27 September 2014

Editorial: In ISIS Fight, Iran an Adversary Not a Partner


By Lt. Cdr. Esmaeil Abnar

In going after ISIS, Obama shouldn’t ignore the threat posed by the regime in Iran.

On September 10, U.S. President Barack Obama laid out the U.S. strategy for confronting the emerging threat from ISIS, the terrorist extremist group that market itself as an “Islamic State” and is also known as ISIL. The objective was clear, to “degrade, and ultimately destroy, ISIL through a comprehensive and sustained counter-terrorism strategy.”
The outlined U.S. strategy consisted of four parts, but nowhere did it address the theocratic regime in Iran, the root cause of the current rise of extremist terrorist groups, like ISIS, in Syria, Iraq and Middle East.

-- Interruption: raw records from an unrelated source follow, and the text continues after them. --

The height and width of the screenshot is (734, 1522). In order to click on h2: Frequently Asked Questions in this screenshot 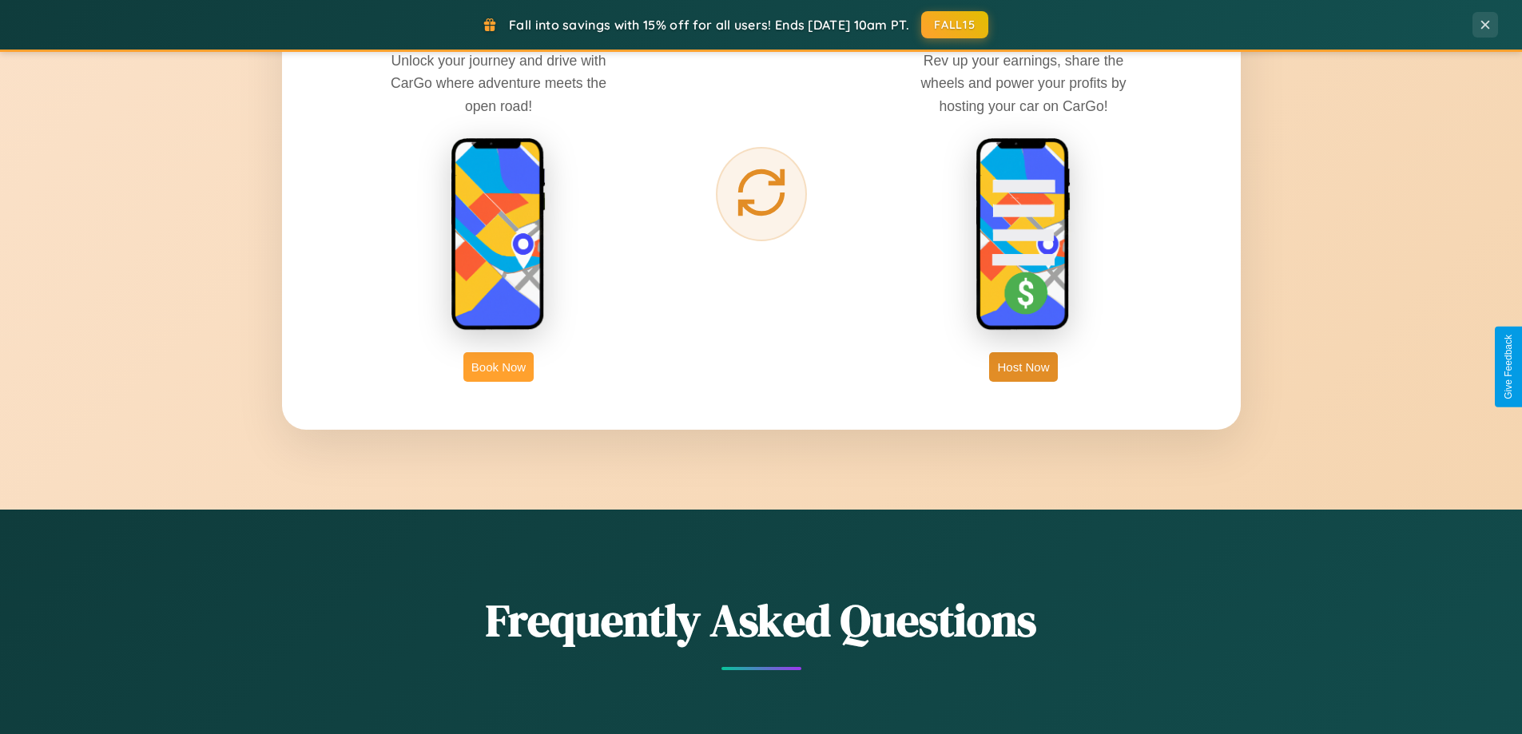, I will do `click(761, 620)`.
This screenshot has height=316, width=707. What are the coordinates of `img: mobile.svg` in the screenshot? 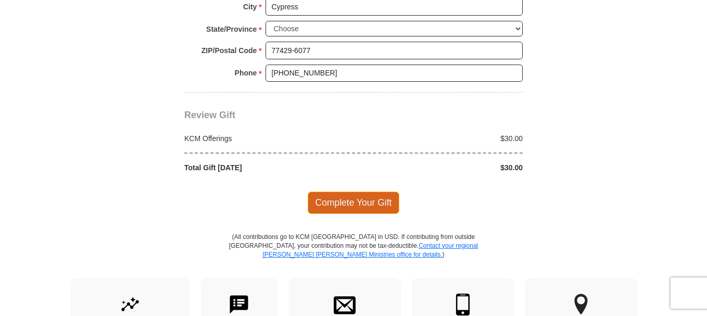 It's located at (463, 305).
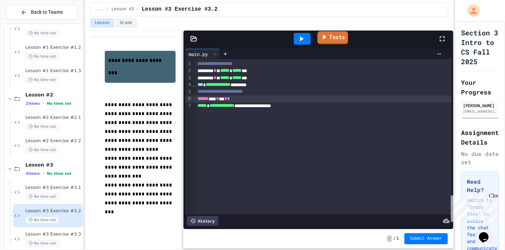 This screenshot has height=250, width=505. Describe the element at coordinates (397, 239) in the screenshot. I see `span: 1` at that location.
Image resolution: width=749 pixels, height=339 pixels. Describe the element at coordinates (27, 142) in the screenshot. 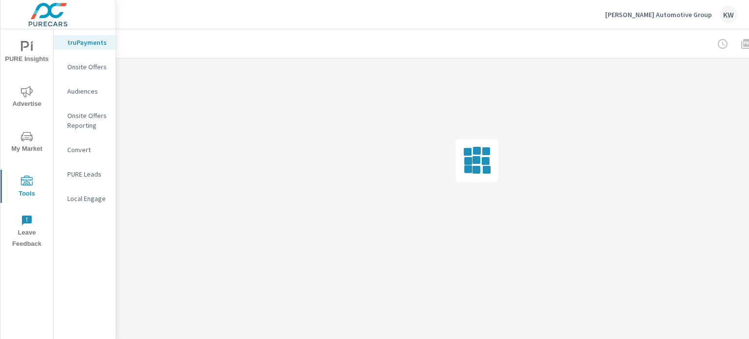

I see `span: My Market` at that location.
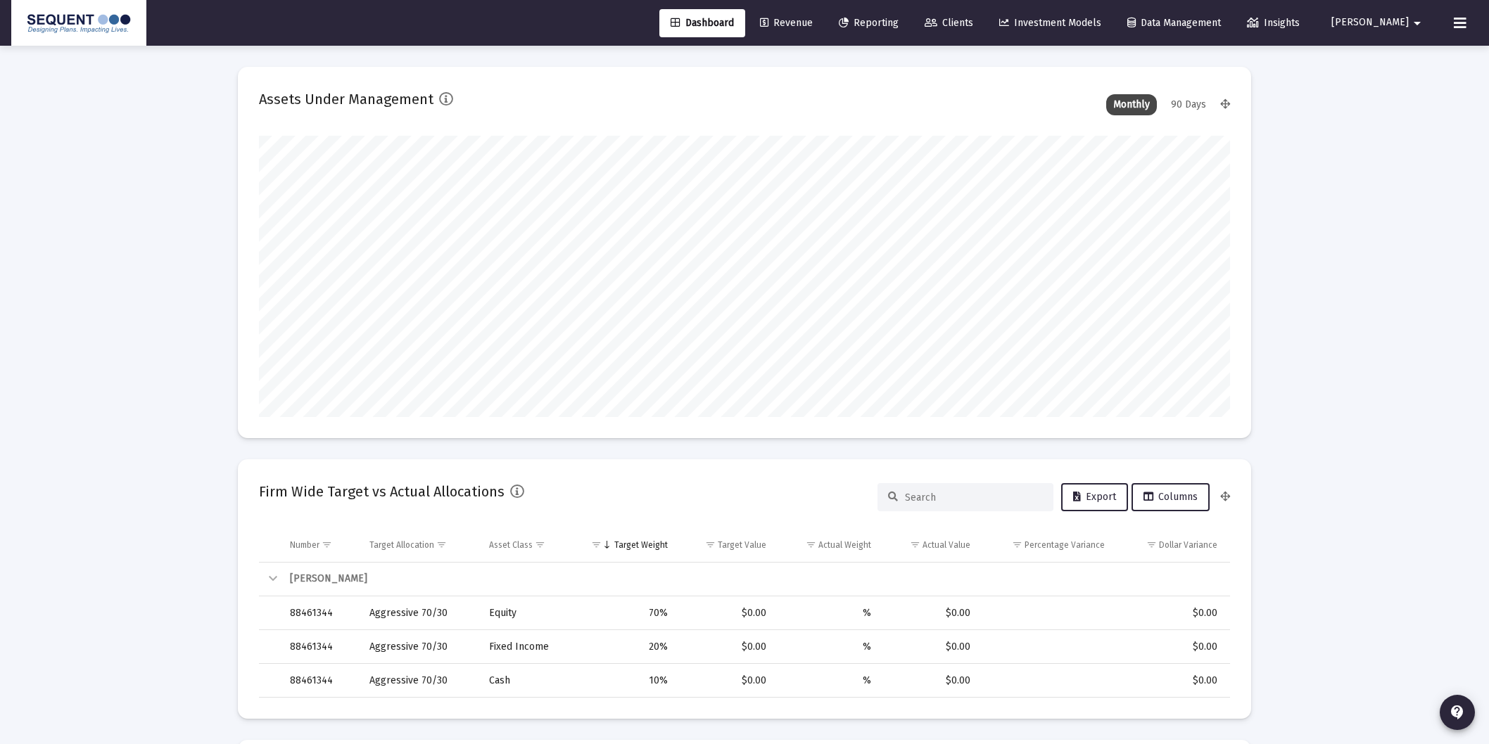 This screenshot has width=1489, height=744. I want to click on div: Number, so click(305, 545).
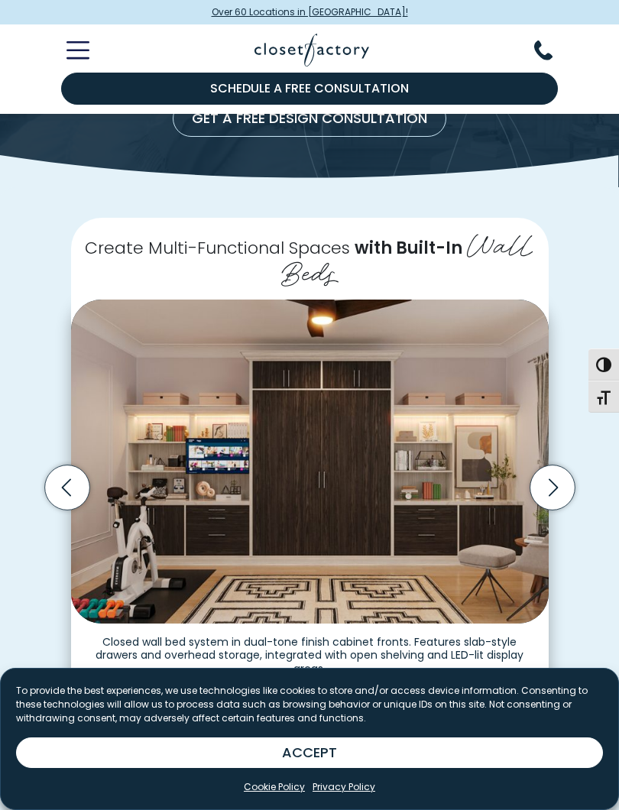 The image size is (619, 810). I want to click on a: Schedule a Free Consultation, so click(310, 89).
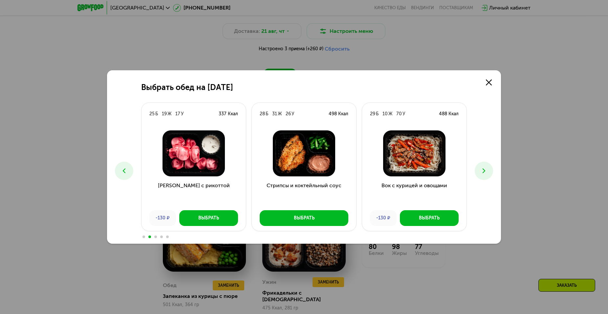 The width and height of the screenshot is (608, 314). Describe the element at coordinates (288, 114) in the screenshot. I see `div: 26` at that location.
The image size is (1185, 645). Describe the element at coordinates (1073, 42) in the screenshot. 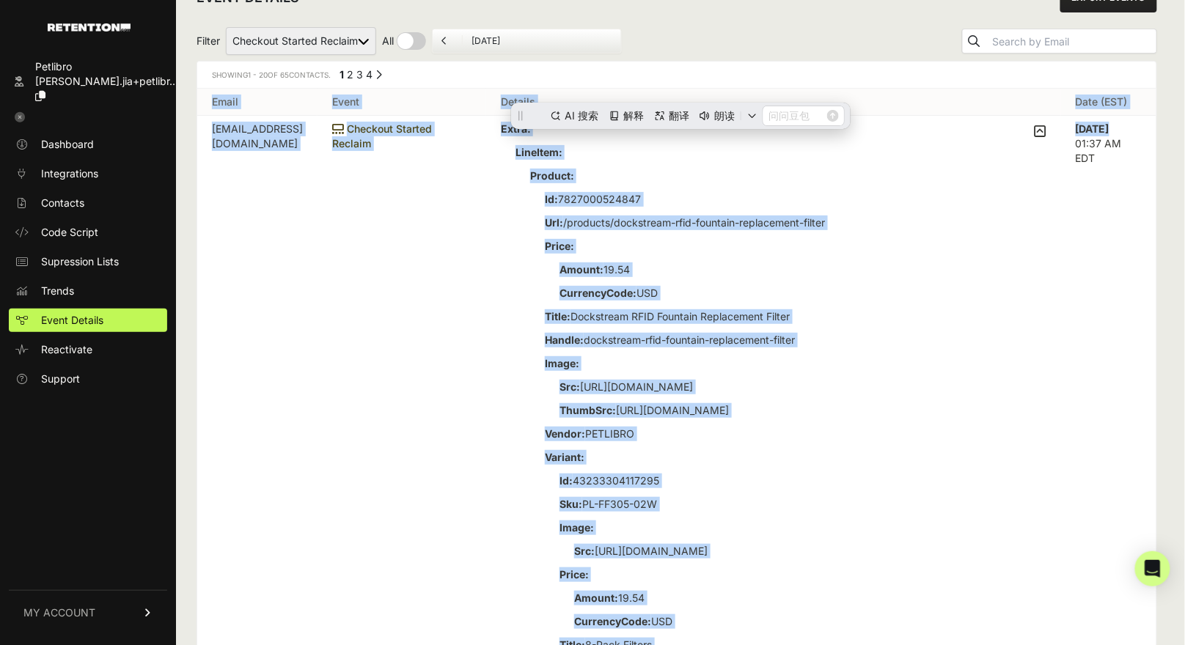

I see `input: Search by Email` at that location.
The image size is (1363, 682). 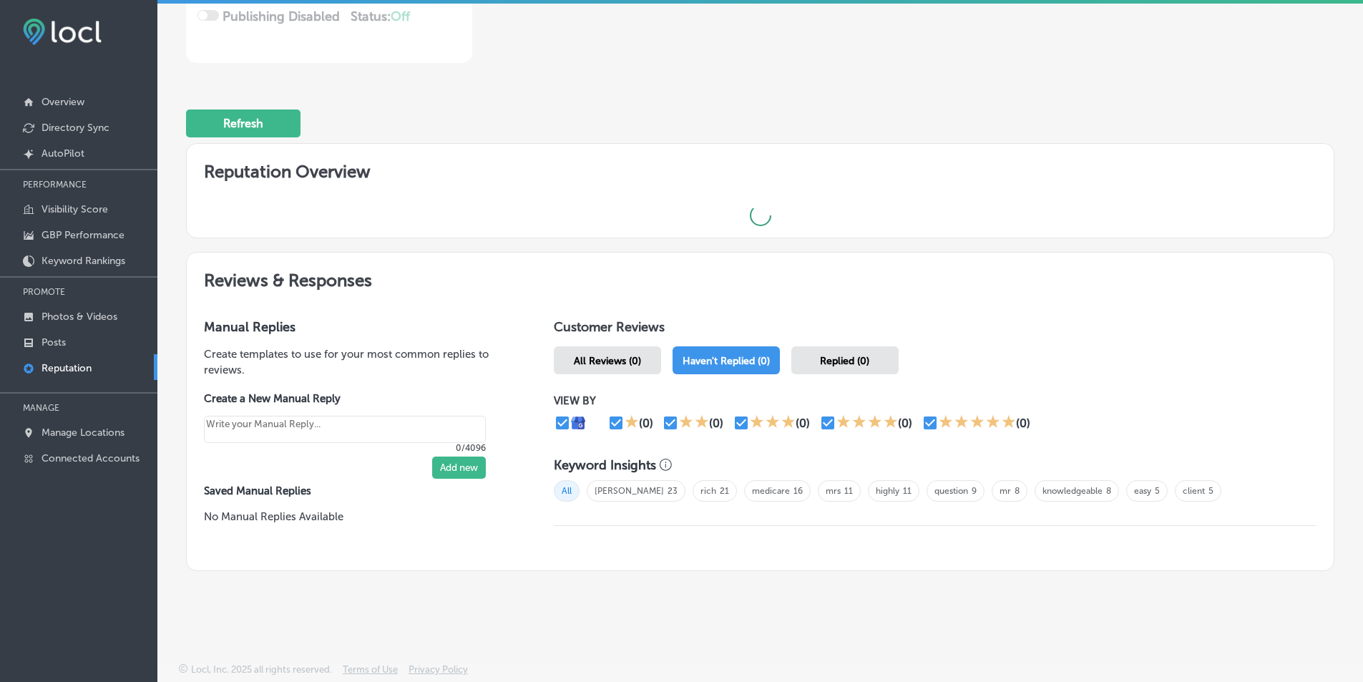 I want to click on a: Privacy Policy, so click(x=438, y=672).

Former Secretary of State Henry Kissinger reiterated this reality in a recent interview with NPR on September 6, saying, “Iran is a bigger problem than ISIS.”
The financial and material support the Iranian regime has provided for Syrian President Bashar al-Assad’s slaughtering of his people, as well as Tehran’s political backing and interference in Iraq in favor of former Iraqi Prime Minister Nouri al-Maliki’s sectarian and authoritarian rule, created the conditions for the rapid rise of ISIS.
In 2010, U.S. General Ray Odierno warned that an Iranian-backed Shia terror group continued to remain a threat in Iraq. In 2011, then Chairmen of the Joint Chiefs of Staff, Admiral Mike Mullen, said with regard to leaving behind U.S. Forces in Iraq, “Iran is very directly supporting extremist Shia groups which are killing our troops …. And there’s no reason … for me to believe that they’re going to stop that as our numbers come down.”